NAM Round Table
The NAM Round Table consists of news, insights, visions, ramblings and rants from the writers at New America Media.
Genocide Conflicts With U.S. Interests

The Bush administration’s response to Congress’s passage of a resolution defining the 1915 massacre of over one million Armenians as ‘genocide’ is reminiscent of the comments made recently by Iranian President Mahmoud Ahmadinejad in regards to the genocide of six million Jews at the hands of Nazi Germany.

Reuters reports that administration officials urged Congress not to pass the resolution, warning that it threatens to undermine US-Turkey relations, critical to American interests in the region (and particularly in Iraq, where another ethnic conflict has erupted despite America’s denial). And yet America wastes little time in attacking Ahmadinejad for denying the Nazi Holocaust during WWII.

Giving justice to the families of Armenian victims of what noted journalist Robert Fisk calls the “first holocaust” is a step towards redeeming the bloody and unresolved history of the 20th Century, a century that laid the foundations for our own turbulent era.

The connections in fact go much deeper. In “The Great War for Civilization,” Fisk writes of the close ties between Nazi military leaders and Ottoman generals then in the process of working out what they referred to as the “Armenian question.” Tactics included the organized rape and slaughter of women and children, starvation, and the carrying off of would be victims via train, loved ones whose whereabouts to this day are unknown.

Acknowledging the killing of Armenians by Ottoman forces during WWI as genocide sends a clear message that perpetrators of such acts will be condemned. Failure to do so extenuates past injustices and opens the door to similar crimes today – such as in Darfur.

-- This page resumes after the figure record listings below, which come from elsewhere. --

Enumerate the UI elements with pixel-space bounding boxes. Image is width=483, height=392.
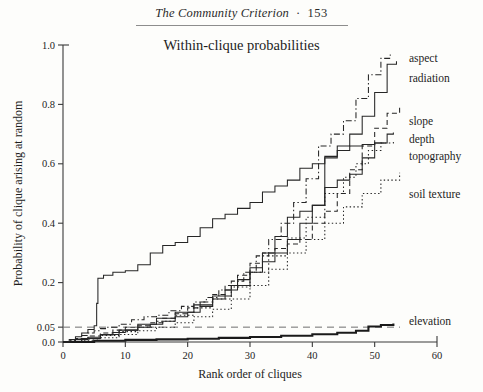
x-axis-title: Rank order of cliques [198,367,302,381]
x-tick-label-30: 30 [245,350,256,361]
line-chart: 0.00.050.20.40.60.81.00102030405060 aspe… [0,30,483,392]
y-tick-label-0.0: 0.0 [42,337,55,348]
x-tick-label-50: 50 [369,350,380,361]
running-head-title: The Community Criterion [155,6,289,20]
running-head: The Community Criterion·153 [0,6,483,21]
series-label-aspect: aspect [409,52,439,65]
x-tick-label-20: 20 [182,350,193,361]
x-tick-label-60: 60 [432,350,443,361]
series-curve-soil-texture [63,173,400,342]
y-tick-label-0.8: 0.8 [42,99,55,110]
series-curve-depth [63,133,393,342]
x-tick-label-0: 0 [60,350,65,361]
y-tick-label-0.05: 0.05 [37,322,55,333]
series-label-topography: topography [409,150,462,163]
series-label-slope: slope [409,115,433,128]
series-label-radiation: radiation [409,72,450,84]
series-curve-topography [63,140,393,342]
x-tick-label-10: 10 [120,350,131,361]
chart-axes: 0.00.050.20.40.60.81.00102030405060 [37,40,443,361]
book-page: The Community Criterion·153 Within-cliqu… [0,0,483,392]
y-tick-label-1.0: 1.0 [42,40,55,51]
series-curve-slope [63,106,400,342]
series-label-elevation: elevation [409,315,451,327]
series-curve-aspect [63,52,390,342]
y-axis-title: Probability of clique arising at random [11,100,25,286]
y-tick-label-0.4: 0.4 [42,218,56,229]
series-label-depth: depth [409,133,435,146]
series-curves [63,52,400,342]
series-labels: aspectradiationslopedepthtopographysoil … [409,52,462,326]
y-tick-label-0.2: 0.2 [42,277,55,288]
running-head-separator: · [289,6,307,20]
y-tick-label-0.6: 0.6 [42,158,55,169]
series-curve-radiation [63,61,396,342]
header-rule [136,25,348,26]
series-label-soil-texture: soil texture [409,188,460,200]
x-tick-label-40: 40 [307,350,318,361]
series-curve-early-riser-solid [63,142,384,342]
page-number: 153 [307,6,327,20]
figure-container: Within-clique probabilities 0.00.050.20.… [0,30,483,392]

It is a double-standard that further implicates America’s government as one that, while preaching the value of human rights to others, fails to live up to these standards when they conflict with U.S. interests. – Peter Schurmann


comments

  1. The House Foreign Relations Committee vote 27/21 on H. R. 106, acknowledging the Armenian Genocide, is a giant step forward for a more perfect democracy here in the United States of America and in the context of our image in the world both for our allies and for our adversaries.

    This is the greatest gesture of love and respect to the Turkish people. Our NATO brother-in-arms should know that, just as David Kaczynski brought his brother Theodore John Kaczynski (The Unibomer) to justice, America will not stand idle for deniers of Genocide.

    It is a shame that the present administration still opposes this important human rights achievement.

    Sincerely,

    Kevork Kalayjian

    By Kevork Kalayjian ·  Posted on Oct 13, 09:04 AM
  2. Yet another treasnesque example of our one-way-open-border, globalist/one-world-order President Of The United States Of America, who after masquerading his way into office as a conservative, displays allegiance to a foreign nation by allowing them to dictate U.S. policy, potenence, and stance, further diminishing our relevance as a sovereign nation.
    At least one knows what to expect with a shameless,out-in-the-open, American-hating liberal!

    By MsDove ·  Posted on Oct 14, 07:29 PM
  3. Thanks for your post.Your post make me idea about somthing.Thanks a lot friends.